Dr. Bibb's mother was Miss Martha Dandridge Bibb daughter of the venerable Judge B. S. Bibb, now living at Montgomery, at the advanced age of eighty-seven years. Dr. Bibb is her oldest son, and her only other child is Peyton B. Bibb, ensign United States navy, at present stationed on the Pacific coast in the United States hydrographic and geodetic survey. The mother has been inspired with an ambition to make her sons worthy of the illustrious name they have inherited. She is a most agreeable conversationalist, possesses a face beaming with intelligence, eyes radiant with good nature, and altogether is one of the most interesting of the high-born southern women.

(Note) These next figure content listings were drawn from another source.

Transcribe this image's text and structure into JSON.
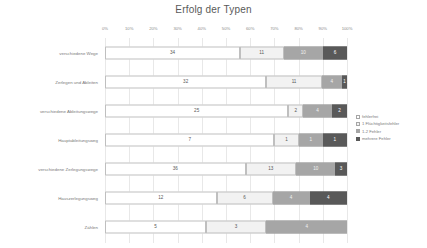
{
  "chart_data": {
    "type": "bar",
    "subtype": "stacked-horizontal-100-percent",
    "title": "Erfolg der Typen",
    "xlabel": "",
    "ylabel": "",
    "xlim": [
      0,
      100
    ],
    "xunit": "%",
    "grid": true,
    "legend_position": "right",
    "xticks": [
      "0%",
      "10%",
      "20%",
      "30%",
      "40%",
      "50%",
      "60%",
      "70%",
      "80%",
      "90%",
      "100%"
    ],
    "xtick_values": [
      0,
      10,
      20,
      30,
      40,
      50,
      60,
      70,
      80,
      90,
      100
    ],
    "categories": [
      "verschiedene Wege",
      "Zerlegen und Ableiten",
      "verschiedene Ableitungswege",
      "Hauptableitungsweg",
      "verschiedene Zerlegungswege",
      "Hauszerlegungsweg",
      "Zählen"
    ],
    "series": [
      {
        "name": "fehlerfrei",
        "color": "#ffffff",
        "values": [
          34,
          32,
          25,
          7,
          36,
          12,
          5
        ]
      },
      {
        "name": "1 Flüchtigkeitsfehler",
        "color": "#f2f2f2",
        "values": [
          11,
          11,
          2,
          1,
          13,
          6,
          3
        ]
      },
      {
        "name": "1-2 Fehler",
        "color": "#a6a6a6",
        "values": [
          10,
          4,
          4,
          1,
          10,
          4,
          4
        ]
      },
      {
        "name": "mehrere Fehler",
        "color": "#595959",
        "values": [
          6,
          1,
          2,
          1,
          3,
          4,
          0
        ]
      }
    ]
  },
  "colors": {
    "text": "#595959",
    "muted": "#7a7a7a",
    "gridline": "#e8e8e8",
    "series_0": "#ffffff",
    "series_1": "#f2f2f2",
    "series_2": "#a6a6a6",
    "series_3": "#595959"
  }
}
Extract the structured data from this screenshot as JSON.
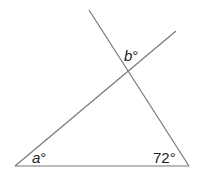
{
  "diagram": {
    "type": "geometry",
    "line_color": "#777777",
    "labels": {
      "a": "a",
      "b": "b",
      "angle_72": "72°",
      "degree": "°"
    },
    "lines": [
      {
        "name": "base",
        "x1": 15,
        "y1": 166,
        "x2": 189,
        "y2": 166
      },
      {
        "name": "transversal-right",
        "x1": 89,
        "y1": 10,
        "x2": 189,
        "y2": 166
      },
      {
        "name": "transversal-left",
        "x1": 15,
        "y1": 166,
        "x2": 176,
        "y2": 31
      }
    ]
  }
}
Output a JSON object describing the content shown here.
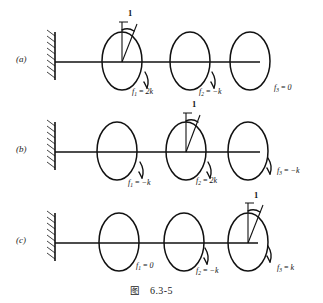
{
  "figure": {
    "caption_label": "图",
    "caption_number": "6.3-5"
  },
  "rows": [
    {
      "tag": "(a)",
      "unit_rotation_disk": 1,
      "unit_rotation_label": "1",
      "forces": [
        {
          "sym": "f",
          "sub": "1",
          "eq": "=",
          "val": "2k",
          "full": "f₁ = 2k"
        },
        {
          "sym": "f",
          "sub": "2",
          "eq": "=",
          "val": "−k",
          "full": "f₂ = −k"
        },
        {
          "sym": "f",
          "sub": "3",
          "eq": "=",
          "val": "0",
          "full": "f₃ = 0"
        }
      ]
    },
    {
      "tag": "(b)",
      "unit_rotation_disk": 2,
      "unit_rotation_label": "1",
      "forces": [
        {
          "sym": "f",
          "sub": "1",
          "eq": "=",
          "val": "−k",
          "full": "f₁ = −k"
        },
        {
          "sym": "f",
          "sub": "2",
          "eq": "=",
          "val": "2k",
          "full": "f₂ = 2k"
        },
        {
          "sym": "f",
          "sub": "3",
          "eq": "=",
          "val": "−k",
          "full": "f₃ = −k"
        }
      ]
    },
    {
      "tag": "(c)",
      "unit_rotation_disk": 3,
      "unit_rotation_label": "1",
      "forces": [
        {
          "sym": "f",
          "sub": "1",
          "eq": "=",
          "val": "0",
          "full": "f₁ = 0"
        },
        {
          "sym": "f",
          "sub": "2",
          "eq": "=",
          "val": "−k",
          "full": "f₂ = −k"
        },
        {
          "sym": "f",
          "sub": "3",
          "eq": "=",
          "val": "k",
          "full": "f₃ = k"
        }
      ]
    }
  ],
  "colors": {
    "ink": "#111111",
    "paper": "#ffffff"
  }
}
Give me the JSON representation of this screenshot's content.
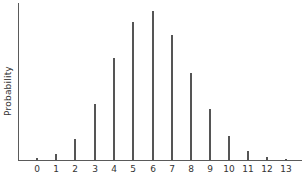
{
  "chart_data": {
    "type": "bar",
    "title": "",
    "xlabel": "",
    "ylabel": "Probability",
    "categories": [
      "0",
      "1",
      "2",
      "3",
      "4",
      "5",
      "6",
      "7",
      "8",
      "9",
      "10",
      "11",
      "12",
      "13"
    ],
    "values": [
      0.013,
      0.04,
      0.141,
      0.376,
      0.685,
      0.926,
      1.0,
      0.839,
      0.584,
      0.342,
      0.161,
      0.06,
      0.02,
      0.007
    ],
    "value_note": "Relative heights (normalized to tallest bar = 1); y-axis has no numeric tick labels",
    "ylim": [
      0,
      1.05
    ],
    "grid": false,
    "legend": null,
    "style": "thin vertical line bars (spike plot)"
  },
  "layout": {
    "axis_color": "#5a5a5a",
    "bar_color": "#555555",
    "baseline_y": 160,
    "plot_height_px": 149,
    "x_positions": [
      37,
      56,
      75,
      95,
      114,
      133,
      153,
      172,
      191,
      210,
      229,
      248,
      267,
      286
    ]
  }
}
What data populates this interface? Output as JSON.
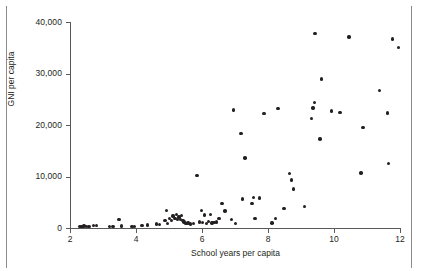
{
  "chart_data": {
    "type": "scatter",
    "title": "",
    "xlabel": "School years per capita",
    "ylabel": "GNI per capita",
    "xlim": [
      2,
      12
    ],
    "ylim": [
      0,
      40000
    ],
    "xticks": [
      2,
      4,
      6,
      8,
      10,
      12
    ],
    "xtick_labels": [
      "2",
      "4",
      "6",
      "8",
      "10",
      "12"
    ],
    "yticks": [
      0,
      10000,
      20000,
      30000,
      40000
    ],
    "ytick_labels": [
      "0",
      "10,000",
      "20,000",
      "30,000",
      "40,000"
    ],
    "grid": false,
    "legend": null,
    "marker_color": "#231f20",
    "axis_color": "#58595b",
    "points": [
      [
        2.3,
        300
      ],
      [
        2.36,
        250
      ],
      [
        2.42,
        400
      ],
      [
        2.5,
        350
      ],
      [
        2.58,
        300
      ],
      [
        2.72,
        500
      ],
      [
        2.8,
        450
      ],
      [
        3.2,
        250
      ],
      [
        3.3,
        350
      ],
      [
        3.48,
        1700
      ],
      [
        3.56,
        400
      ],
      [
        3.88,
        300
      ],
      [
        3.95,
        250
      ],
      [
        4.18,
        500
      ],
      [
        4.35,
        550
      ],
      [
        4.62,
        800
      ],
      [
        4.72,
        700
      ],
      [
        4.88,
        1400
      ],
      [
        4.92,
        3400
      ],
      [
        4.96,
        900
      ],
      [
        5.02,
        1800
      ],
      [
        5.08,
        1500
      ],
      [
        5.12,
        2300
      ],
      [
        5.18,
        1900
      ],
      [
        5.22,
        2600
      ],
      [
        5.26,
        1600
      ],
      [
        5.3,
        2100
      ],
      [
        5.34,
        1700
      ],
      [
        5.38,
        2400
      ],
      [
        5.42,
        1500
      ],
      [
        5.46,
        1200
      ],
      [
        5.52,
        900
      ],
      [
        5.58,
        1000
      ],
      [
        5.66,
        800
      ],
      [
        5.74,
        900
      ],
      [
        5.85,
        10200
      ],
      [
        5.92,
        1200
      ],
      [
        5.98,
        3400
      ],
      [
        6.02,
        1100
      ],
      [
        6.08,
        2500
      ],
      [
        6.14,
        900
      ],
      [
        6.2,
        1300
      ],
      [
        6.26,
        2600
      ],
      [
        6.3,
        1000
      ],
      [
        6.36,
        1100
      ],
      [
        6.44,
        1200
      ],
      [
        6.52,
        1900
      ],
      [
        6.6,
        4700
      ],
      [
        6.7,
        3300
      ],
      [
        6.9,
        1700
      ],
      [
        6.96,
        22900
      ],
      [
        7.02,
        900
      ],
      [
        7.18,
        18300
      ],
      [
        7.22,
        5600
      ],
      [
        7.3,
        13600
      ],
      [
        7.52,
        4800
      ],
      [
        7.56,
        5900
      ],
      [
        7.6,
        1900
      ],
      [
        7.74,
        5800
      ],
      [
        7.88,
        22200
      ],
      [
        8.12,
        1000
      ],
      [
        8.22,
        1900
      ],
      [
        8.3,
        23200
      ],
      [
        8.48,
        3800
      ],
      [
        8.66,
        10600
      ],
      [
        8.72,
        9300
      ],
      [
        8.78,
        7600
      ],
      [
        9.1,
        4200
      ],
      [
        9.32,
        21300
      ],
      [
        9.36,
        23300
      ],
      [
        9.4,
        24400
      ],
      [
        9.42,
        37800
      ],
      [
        9.58,
        17300
      ],
      [
        9.62,
        28900
      ],
      [
        9.92,
        22700
      ],
      [
        10.18,
        22400
      ],
      [
        10.45,
        37100
      ],
      [
        10.82,
        10700
      ],
      [
        10.88,
        19500
      ],
      [
        11.38,
        26700
      ],
      [
        11.62,
        22300
      ],
      [
        11.66,
        12500
      ],
      [
        11.78,
        36700
      ],
      [
        11.95,
        35100
      ]
    ]
  }
}
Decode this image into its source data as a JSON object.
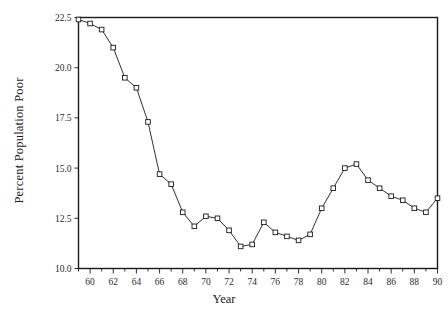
{
  "chart_data": {
    "type": "line",
    "title": "",
    "xlabel": "Year",
    "ylabel": "Percent Population Poor",
    "xlim": [
      59,
      90
    ],
    "ylim": [
      10.0,
      22.5
    ],
    "grid": false,
    "legend": null,
    "marker": "square",
    "xtick_labels": [
      "60",
      "62",
      "64",
      "66",
      "68",
      "70",
      "72",
      "74",
      "76",
      "78",
      "80",
      "82",
      "84",
      "86",
      "88",
      "90"
    ],
    "xtick_values": [
      60,
      62,
      64,
      66,
      68,
      70,
      72,
      74,
      76,
      78,
      80,
      82,
      84,
      86,
      88,
      90
    ],
    "xminor_ticks": [
      59,
      61,
      63,
      65,
      67,
      69,
      71,
      73,
      75,
      77,
      79,
      81,
      83,
      85,
      87,
      89
    ],
    "ytick_labels": [
      "10.0",
      "12.5",
      "15.0",
      "17.5",
      "20.0",
      "22.5"
    ],
    "ytick_values": [
      10.0,
      12.5,
      15.0,
      17.5,
      20.0,
      22.5
    ],
    "x": [
      59,
      60,
      61,
      62,
      63,
      64,
      65,
      66,
      67,
      68,
      69,
      70,
      71,
      72,
      73,
      74,
      75,
      76,
      77,
      78,
      79,
      80,
      81,
      82,
      83,
      84,
      85,
      86,
      87,
      88,
      89,
      90
    ],
    "values": [
      22.4,
      22.2,
      21.9,
      21.0,
      19.5,
      19.0,
      17.3,
      14.7,
      14.2,
      12.8,
      12.1,
      12.6,
      12.5,
      11.9,
      11.1,
      11.2,
      12.3,
      11.8,
      11.6,
      11.4,
      11.7,
      13.0,
      14.0,
      15.0,
      15.2,
      14.4,
      14.0,
      13.6,
      13.4,
      13.0,
      12.8,
      13.5
    ],
    "series": [
      {
        "name": "Percent Population Poor",
        "values": [
          22.4,
          22.2,
          21.9,
          21.0,
          19.5,
          19.0,
          17.3,
          14.7,
          14.2,
          12.8,
          12.1,
          12.6,
          12.5,
          11.9,
          11.1,
          11.2,
          12.3,
          11.8,
          11.6,
          11.4,
          11.7,
          13.0,
          14.0,
          15.0,
          15.2,
          14.4,
          14.0,
          13.6,
          13.4,
          13.0,
          12.8,
          13.5
        ]
      }
    ],
    "colors": {
      "line": "#1a1a1a",
      "marker_fill": "#ffffff",
      "marker_stroke": "#1a1a1a",
      "frame": "#1a1a1a",
      "background": "#ffffff"
    }
  }
}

The maternal grandfather and grandmother of Dr. Bibb are both living, and are in possession of all their faculties. They have been married sixty-five years. Judge Bibb was born in Elbert county, Georgia, Sep- tember 30, 1796, and is now in his eighty-ninth year. Of this distinguished gentleman the Savannah, Geor- gia, Times recently contained the following interesting sketch: "Judge Bibb comes of a noted family. His elder brother, Dr. William Wyatt Bibb, of Elbert county, Georgia, the home of the family,.entered the congress of the United States in 1807, and in 1813 was elected to the senate. In 1817, when the territory of Alabama was opened for settlement, he was appointed ter- vitorial governor by President Monroe. In 1819, when Alabama was admitted as a State into the Union, he was elected governor, and died during his term of office in 1820, having scarcely reached the age of forty years. Such a career for a young man was wonderful, and an evidence of his high character. His brother, Thomas Bibb, was then president of the Alabama senate, and succeeded him as governor of the State for the unex- pired term. Hon. B. S. Bibb, the surviving represen- tative of this distinguished family, was born in Elbert county, and married Miss Sophia F. Gihner, a sister of Gov. Gilmer, of Georgia, and a relative of Gen. J. F. Gilmer, of Savannah, and moved to Alabama sixty years ago. His nobility of character was soon appre-


ciated, and he was called frequently to serve the public. He has tilled many positions of honor and trust, been elected a number of terms to the lower house of the Legislature and to the Senate ; was probate judge of the county for fourteen years, and was the first judge of the city and criminal court of Montgomery, and was the first judicial officer removed by the Federal authorities after the close of the war. He is now in the eighty-ninth year of his age, and has just passed the sixty-sixth anni- versary of his marriage. And now, with his noble wife, who, during the perilous days of the late war, labored so earnestly and zealously for the comfort of the soldiers in the hospitals, and was known to thousands as "dear aunt Sophy," he is passing quietly and peacefully the evening of a life full of honor, cheered by the conscious- ness that his days have been well spent, and that his generation are a credit to him."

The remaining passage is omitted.